Monday, September 19, 2011

The Correct Path

Some meditations on "path choosing."

An interesting post on Tiny Wisdom today, about times that "taking the easy road" may not always be the right choice.

I flashed through a lot of instant reactions when I read this article.

First: "Dude, you don't know @#$# about 'taking the hard road,' if 'hard' for you is the decision whether to wear sweat pants or dress up for work when you're working at home. Try 'if I don't stop standing up to do the dishes right this minute, I may not be able to walk from the kitchen to the closest chair before I fall down and can't get up.' "

Next: "Well, for those who believe in things like past-life karma and choosing your parents and the path this life is going to take you before you're born, absolutely everything I'm going through right now is my choice, and it definitely wasn't the easy road."

But finally, when I worked my way through all the "easy roads" in thinking about this (those easy roads being glib reactions that came easily and felt satisfying but truthfully, took me no closer to enlightenment, and "the easiness of an easy road being the only reward" was certainly exemplified by that particular path), I realized... that every moment presents a choice of roads. Is the way I'm spending this moment the best way to spend it? The M.S. life is fraught with path choices, and the choices have much more intensely felt, and harder to deny, consequences than the pre-M.S. life.

And here's another path choice. I'm involved with This Place (details omitted because they're unimportant to the story) where I thought that I had Certain Talents to contribute. Except the person who's in charge of receiving these gifts and coordinating them With The Program isn't always interested in them. That has been really galling me, especially because in my pre-M.S. days—and, more importantly, in Other Places manned by Other People, these very Certain Talents were enthusiastically embraced. Constantly. I was about to say "I had been hoping that..." but the truth is more like "I had assumed that" Things Would Be The Same, now and always.

And they're not.

(Well, that's the life with M.S. right there, isn't it? We assumed that Things Would Be Always Be The Same. And they're not. They're very, very different, in ways we'd never imagined they'd be.)

Anyway, back to the story... I realized today that what's really going on is something very much like this: I've put all my love, my energy, my perception of my self and my worth as a person, into cooking a steak. And I put the steak down in front of someone. And they turn their head away—they want nothing to do with it. It's not that they don't like it, they pass no value judgement on it at all—it's that they don't want it.

Because the creature I presented it to was... a chicken.

Now, whose fault is this refusal of my artistry, my love, my soul? The chicken's? Chickens don't eat steak. It's not that they don't love eating, they do love eating. Certain things... but not steak.

And the real question is... why do I keep putting the steak in front of the chicken? And then getting bummed out that the chicken doesn't want it? And waiting for the chicken to see the light and realize that I'm a wonderful chef and eat the damned steak? It's a chicken.

A long and convoluted metaphor about "choosing the wrong path, and then wigging out that the path isn't taking you where you want to go." Robert Heinlein said it quite succinctly: Never try to teach a pig to sing. It wastes your time and annoys the pig.

And that's M.S. It took away the food critic, and put in front of you... a chicken. A finicky chicken. The meals you always loved serving... just don't interest the chicken.

The M.S. highway provides endless onramps to wrong paths. Nostalgia for dreams that aren't going to be realized the way you dreamed them. Depression at things you used to be able to do and now can't. Not knowing whether [fill in the blank] will ever happen.

But even the M.S. highway does not contain a sign that says "go nowhere." Signs that read "don't go this way" wouldn't exist if signs that read "do go this way" didn't. There's no need for "don't go this way" signs if "go this way" roads didn't exist.

Choosing the correct path. Even more important on the M.S. highway, given the ever-varying number of "danger: severe damage" pathways.

Cheez, it isn't like dealing with malfunctioning bladders isn't enough trouble already. It's hard enough to choose roads that have enough rest stops; I suppose that's also metaphoric in its own way... Again, humor like this, you just can't write, can you?


2 comments:

nicole said...

I like that blog you introduced me to, but it does seem like everything doesn't necessarily apply to MS...just like the rest of the world!

Robert Parker said...

Yeah... sometimes they're spot on, sometimes they're completely off the mark. They try, though, I definitely gotta give 'em that.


TASK BRIEF |
Could you repeat all of the entries word for word, minus any pictures?

(Dataset entries on figures)

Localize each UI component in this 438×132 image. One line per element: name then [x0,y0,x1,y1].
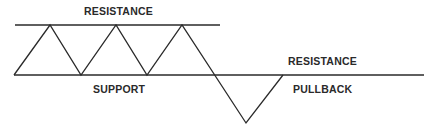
price-zigzag [14,25,283,123]
right-resistance-label: RESISTANCE [288,55,357,67]
top-resistance-label: RESISTANCE [84,5,153,17]
pullback-label: PULLBACK [293,83,352,95]
support-label: SUPPORT [93,83,145,95]
support-resistance-diagram [0,0,438,132]
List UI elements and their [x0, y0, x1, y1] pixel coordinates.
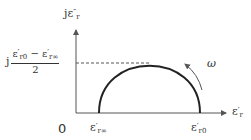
semicircle-curve: [99, 66, 200, 113]
omega-direction-arrow: [185, 64, 202, 90]
x-tick-eps-inf: ε′r∞: [90, 122, 107, 135]
x-tick-eps-0: ε′r0: [191, 122, 206, 135]
x-axis-label: ε′r: [232, 106, 243, 119]
y-axis-label: jε″r: [64, 8, 79, 21]
peak-value-label: j ε′r0 − ε′r∞ 2: [6, 48, 59, 76]
origin-label: 0: [58, 122, 66, 135]
omega-label: ω: [207, 58, 216, 69]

WRITTEN RESPONSE |
Localize each UI component in this 438×132 image. One line per element: name then [x0,y0,x1,y1].
price-zigzag [14,25,283,123]
right-resistance-label: RESISTANCE [288,55,357,67]
top-resistance-label: RESISTANCE [84,5,153,17]
pullback-label: PULLBACK [293,83,352,95]
support-label: SUPPORT [93,83,145,95]
support-resistance-diagram [0,0,438,132]
List UI elements and their [x0, y0, x1, y1] pixel coordinates.
semicircle-curve: [99, 66, 200, 113]
omega-direction-arrow: [185, 64, 202, 90]
x-tick-eps-inf: ε′r∞: [90, 122, 107, 135]
x-tick-eps-0: ε′r0: [191, 122, 206, 135]
x-axis-label: ε′r: [232, 106, 243, 119]
y-axis-label: jε″r: [64, 8, 79, 21]
peak-value-label: j ε′r0 − ε′r∞ 2: [6, 48, 59, 76]
origin-label: 0: [58, 122, 66, 135]
omega-label: ω: [207, 58, 216, 69]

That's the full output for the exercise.